As a rule, it’s easier to get by in life when someone else has your back. This is particularly true in the fickle world of fashion, where personalities, brands and trends can come and go in the time it takes to fasten a cufflink. Some of the most enduring stars in the industry have been part of a power pair: designer Marc Jacobs and business partner Robert Duffy; design legend Valentino Garavani and former Valentino chairman Giancarlo Giammetti. And, of course, there is debonair designer Tom Ford and Domenico De Sole, the president and co-founder of luxury fashion brand Tom Ford International.

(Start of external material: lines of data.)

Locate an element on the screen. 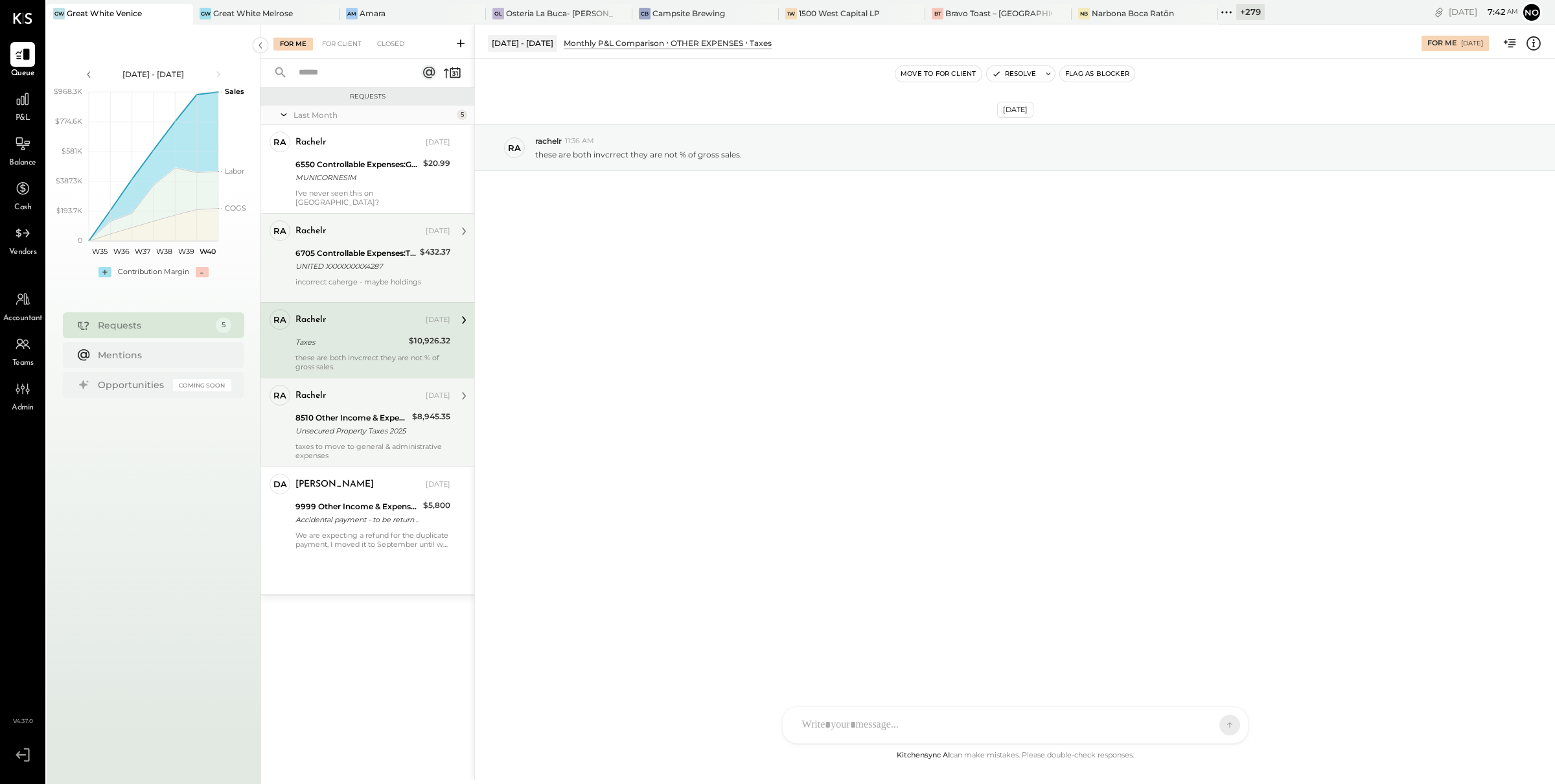 Image resolution: width=1555 pixels, height=784 pixels. div: 9999 Other Income & Expenses:To Be Classified is located at coordinates (357, 506). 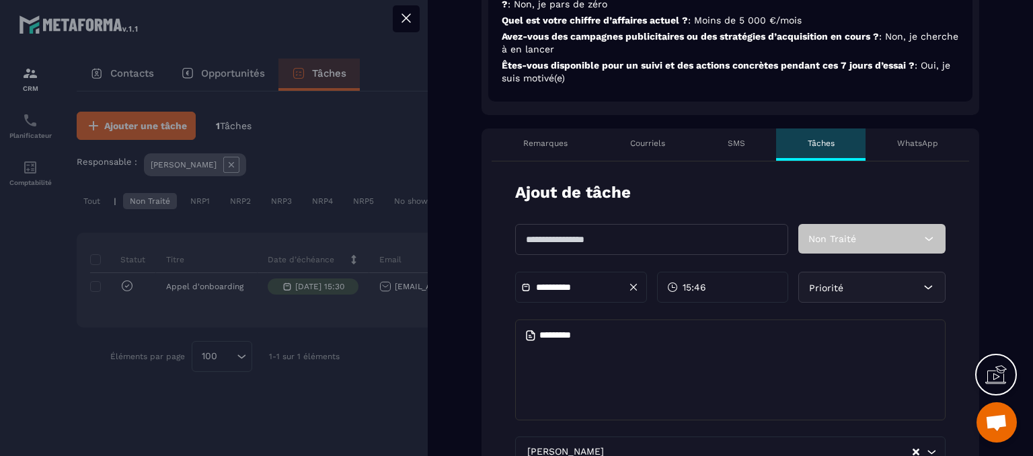 What do you see at coordinates (745, 20) in the screenshot?
I see `span: : Moins de 5 000 €/mois` at bounding box center [745, 20]. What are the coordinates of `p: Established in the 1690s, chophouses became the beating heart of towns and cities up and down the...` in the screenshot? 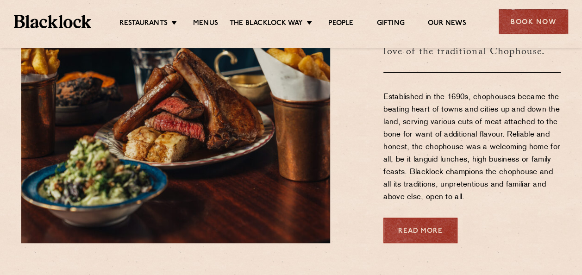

“I really do believe that Tom is the greatest designer of his generation,” says De Sole, in an interview with The Peak. In town to speak at a luxury conference, he took time out to share more about Tom Ford – the designer and the brand – before its first store here opens at Marina Bay Sands next month. It is part of a collaboration with local fashion and lifestyle group FJ Benjamin that will see the eventual opening of two Tom Ford boutiques in Singapore, with more planned for Indonesia.
Currently, there are some 80 Tom Ford boutiques and shop-in-shops worldwide.

The De Sole-Ford friendship began in the early 1990s, when De Sole was the CEO of Gucci America, and Ford was a 29-year-old designer who had just been hired at Gucci Milan. It was not a good time for the Italian fashion house, which was on the edge of bankruptcy. Impressed by Ford’s creative talent and business acumen from the get-go, De Sole would be the designer’s strongest ally throughout those tumultuous early years at Gucci – even thwarting an attempt by then chairman Maurizio Gucci to fire Ford.
Together, De Sole – who went on to become CEO of the Gucci Group – and Ford would effect one of the industry’s most dramatic turnarounds. The designer’s unapologetically glamorous, sexy aesthetic quickly found favour with fashion fans at a time when dressed-down androgyny had become commonplace. When both men left Gucci in 2004, the company had gone from near bankruptcy to a luxury conglomerate, with brands like Balenciaga and Bottega Veneta under its snakeskin belt, and a valuation of US$10 billion (S$12.6 billion).

Reflecting on the success of their partnership, De Sole replies with a smile: “We are both very driven people – we like everything to be done a week ago. And we don’t really fight because we know each other very well.”
It made perfect sense, then, for the two men to join forces to create Tom Ford International, a privately held company which got its start in April 2005. “We are the first true luxury brand of the 21st century,” notes De Sole, who turns 70 this year. This translates into men’s and women’s ready-to-wear collections made from luxurious materials such as cashmere, silk and exotic skins, a range of premium beauty products and fragrances, and fine jewellery. Not for Tom Ford any lower-priced diffusion lines or collaborations with fast-fashion retailers – which have become money-spinning musts for many brands.
According to De Sole, menswear currently forms “a larger part of the business” as compared to womenswear – unsurprising, considering that the former, launched in 2007, had a four-year head start. Another important aspect of the business: its made-to-measure service, which is offered at Tom Ford flagship boutiques worldwide. Plans to offer the service at the Singapore store are in the pipeline. He elaborates: “People enjoy the process of choosing their own fabrics and having a suit that fits them perfectly in four to five weeks.”
In less than a decade, Tom Ford is on track to becoming a billion-dollar business but, for its founders, it’s still early days yet. Says De Sole: “It’s a very luxurious brand, and we have to limit the number of stores we open in any given market. But we still have to open in a lot of markets; we are not there yet. Our goal is to be the No. 1 luxury brand in the world.”